- By Merrill R. (Rick) Chapman
- ISBN13: 978-1-59059-104-8
- ISBN10: 1-59059-104-6
- 288 pp.
- Published Jul 2003
- Print Book Price: $24.99
- eBook Price: $17.49
In Search of Stupidity: Over 20 Years of High-Tech Marketing Disasters
This book is an eye-opener to the differences between how software gets built and how it gets sold.
— Michael Ernest, JavaRanch Sheriff
— Valentin Crettaz, Val's Blog: Stuff for software engineers and Java addicts
— Jeff "Hemos" Bates, Director, OSDN Online & Executive Editor, Slashdot.org
— Jonathan Angel, Senior Editor, West Coast, Adweek's Technology Marketing Magazine
— Brenda Bennett South, Vice President, Weber Shandwick
— Alyssa Dver, BusinessWeek Special Sections Contributor
— James Fallows, former editor-in-chief, US News and World Report, and regular writer for The Atlantic
In Search of Stupidity is National Lampoon meets Peter Drucker. It's a funny and well-written business book that takes a look at some of the most influential marketing and business philosophies of the last 20 years and, through the dark glass of hindsight, provides an educational and vastly entertaining examination of why they didn't work for many of the country's largest and best-known high-tech companies. Make no mistake: most of them did not work.

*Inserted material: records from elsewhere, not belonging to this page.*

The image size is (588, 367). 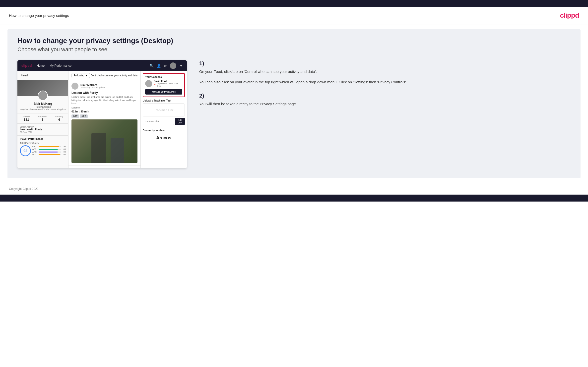 What do you see at coordinates (384, 82) in the screenshot?
I see `step1-extra: You can also click on your avatar in the…` at bounding box center [384, 82].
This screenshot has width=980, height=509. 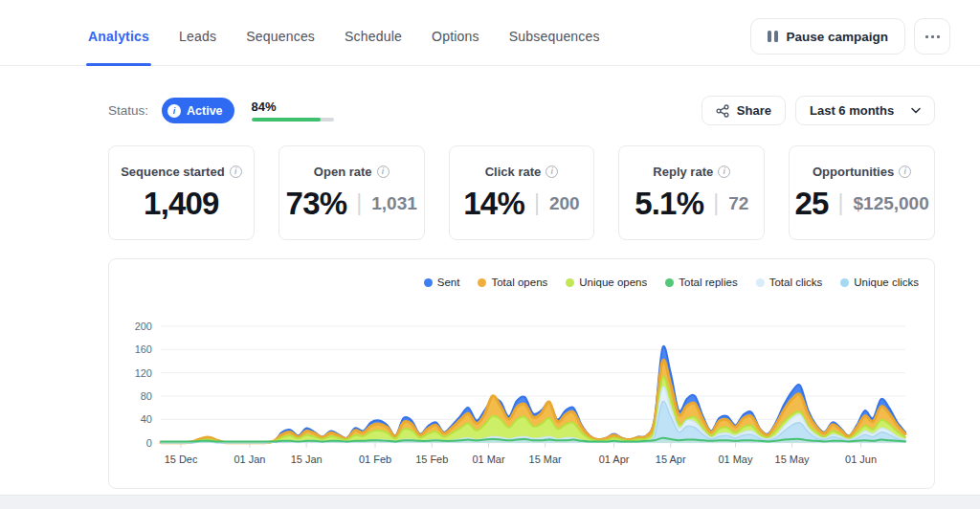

Marketing wizard Richard Chapman takes readers on a hilarious ride in this book, which is richly illustrated with cartoons and reproductions of many of the actual campaigns used at the time. Filled with personal anecdotes spanning Chapman's remarkable career (he was present at many now-famous meetings and events), In Search of Stupidity is a no-holds-barred look at the best of the worst hopeless marketing ideas and business decisions in the last 20 years of the technology industry.
Author Information
Merrill R. (Rick) Chapman
Merrill R. (Rick) Chapman is the author of the first edition of this book. He has worked in the software industry since 1978 as a programmer, salesman, support representative, senior marketing manager, and consultant for many different companies, including WordStar (really MicroPro, but no one remembers the name of the company), Ashton-Tate, IBM, Inso, Novell, Bentley Systems, Berlitz, Hewlett-Packard, and Ziff-Davis. His first computer was a Trash One (you antiques out there know what that is), and he began his career writing software inventory management systems for beer and soda distributors in New York City. He is the author of The Product Marketing Handbook for Software, coauthor of the Software Industry and Information Association's US Software Channel Marketing and Distribution Guide, and periodically writes articles about software and high-tech marketing for a variety of publications.